Going from something like 30fps to 60fps, interpolation works decently well in many cases, because there's already so much information encoded in the 30fps. And some 15fps can work too.
But with 5fps, each frame can be so radically different, I think interpolation is generally just not possible. You can generate something smooth, but it will be so far away from whatever an animator would actually have inserted, that it will seem more strange/surreal than natural, and thus achieve the opposite effect as intended.
E.g. see [1] which shows animation at 15/30/60fps... you can see that even with the 15, it's hard to imagine an algorithm that would port well to 60. (Use the period on your keyboard to advance frame-by-frame.)
It will essentially look like flash animation of old, with moving unanimated components.
Even high grade interpolation sometimes has this problem - or the comparable "wake of water near moving object" one. Essentially you'd get tons of inpainting kind of artifacts.

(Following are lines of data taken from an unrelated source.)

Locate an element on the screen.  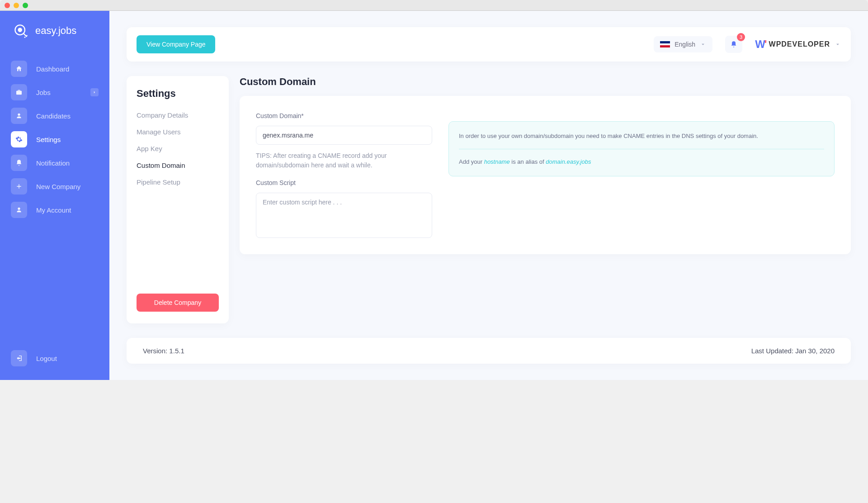
account-icon is located at coordinates (19, 210).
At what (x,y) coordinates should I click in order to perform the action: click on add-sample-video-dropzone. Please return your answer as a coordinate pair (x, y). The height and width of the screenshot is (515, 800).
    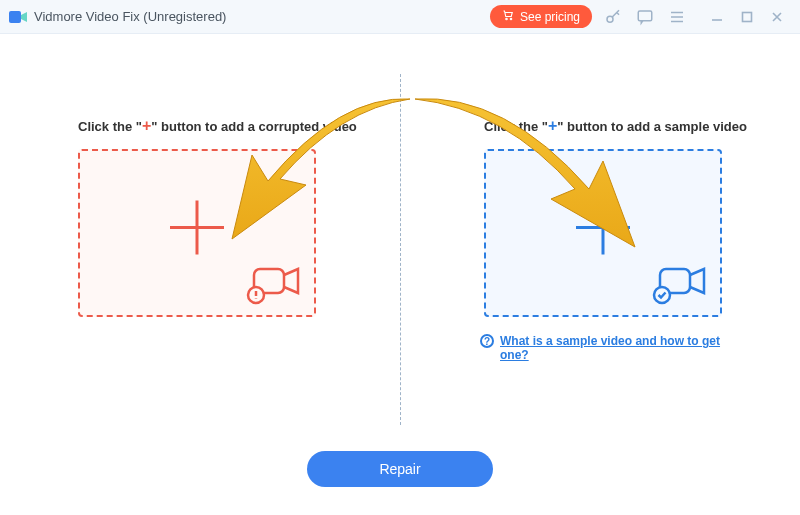
    Looking at the image, I should click on (603, 233).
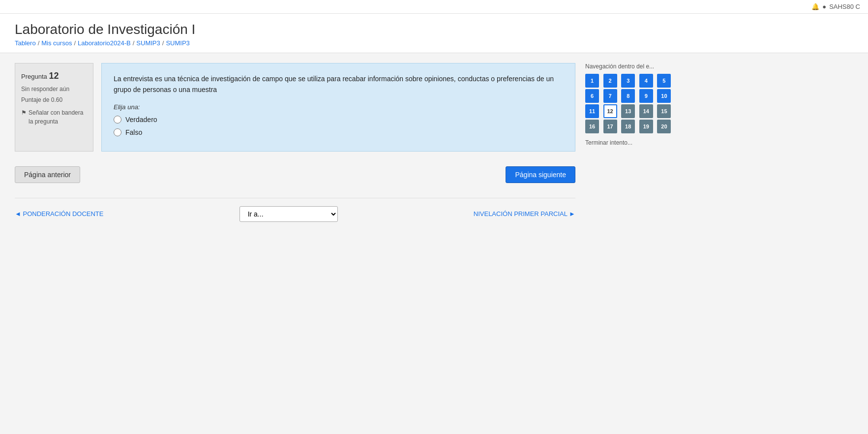  Describe the element at coordinates (524, 214) in the screenshot. I see `footer-next-link: NIVELACIÓN PRIMER PARCIAL ►` at that location.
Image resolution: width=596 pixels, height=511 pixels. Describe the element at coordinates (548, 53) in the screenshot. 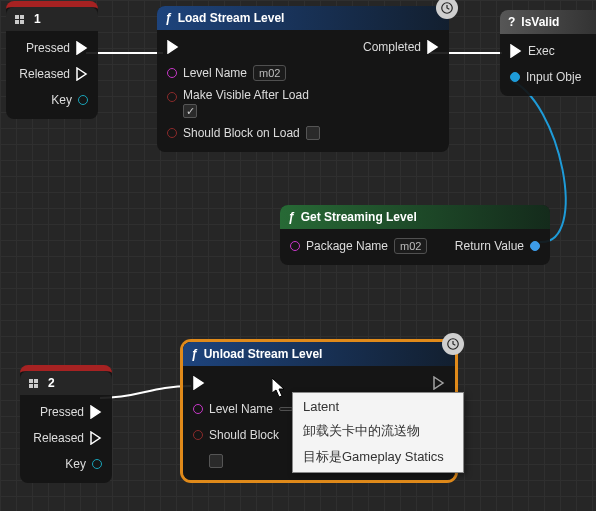

I see `isvalid-node: ? IsValid Exec Input Obje` at that location.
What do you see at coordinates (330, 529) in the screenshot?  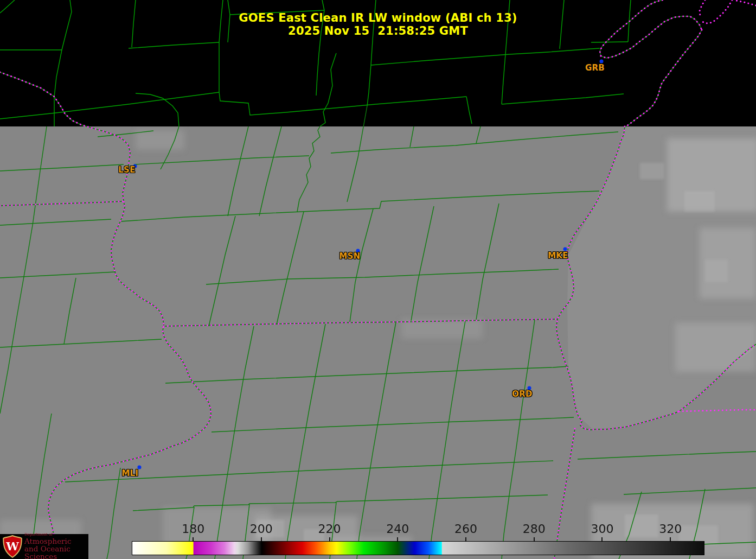 I see `colorbar-tick-label-220: 220` at bounding box center [330, 529].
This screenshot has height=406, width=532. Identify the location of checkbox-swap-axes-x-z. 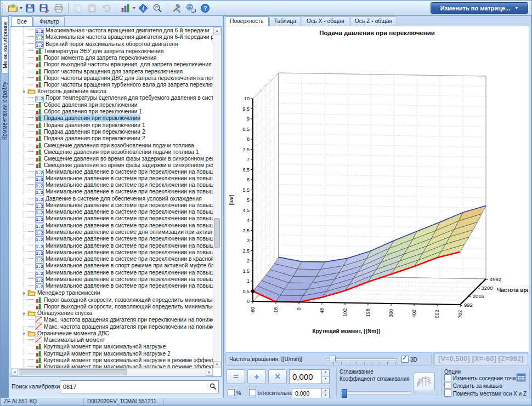
(448, 393).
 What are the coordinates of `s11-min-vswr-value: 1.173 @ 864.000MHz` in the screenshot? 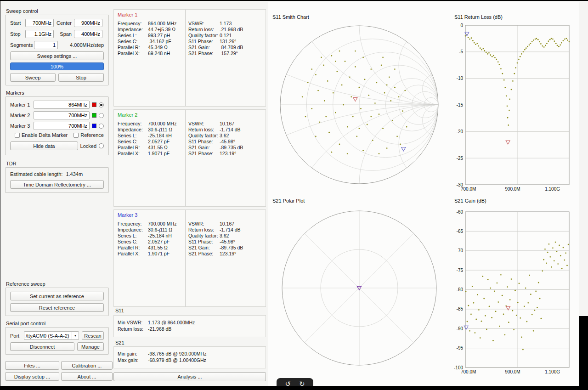 It's located at (171, 322).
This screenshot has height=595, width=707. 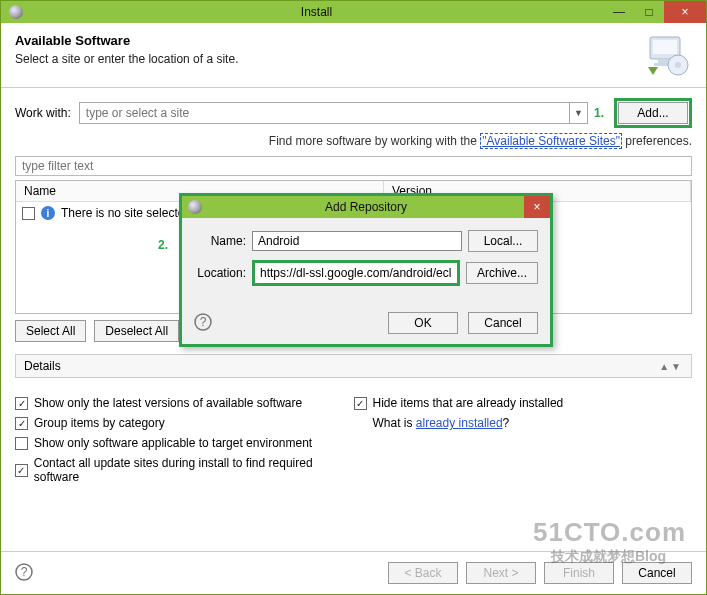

But with 5fps, each frame can be so radically different, I think interpolation is generally just not possible. You can generate something smooth, but it will be so far away from whatever an animator would actually have inserted, that it will seem more strange/surreal than natural, and thus achieve the opposite effect as intended.
E.g. see [1] which shows animation at 15/30/60fps... you can see that even with the 15, it's hard to imagine an algorithm that would port well to 60. (Use the period on your keyboard to advance frame-by-frame.)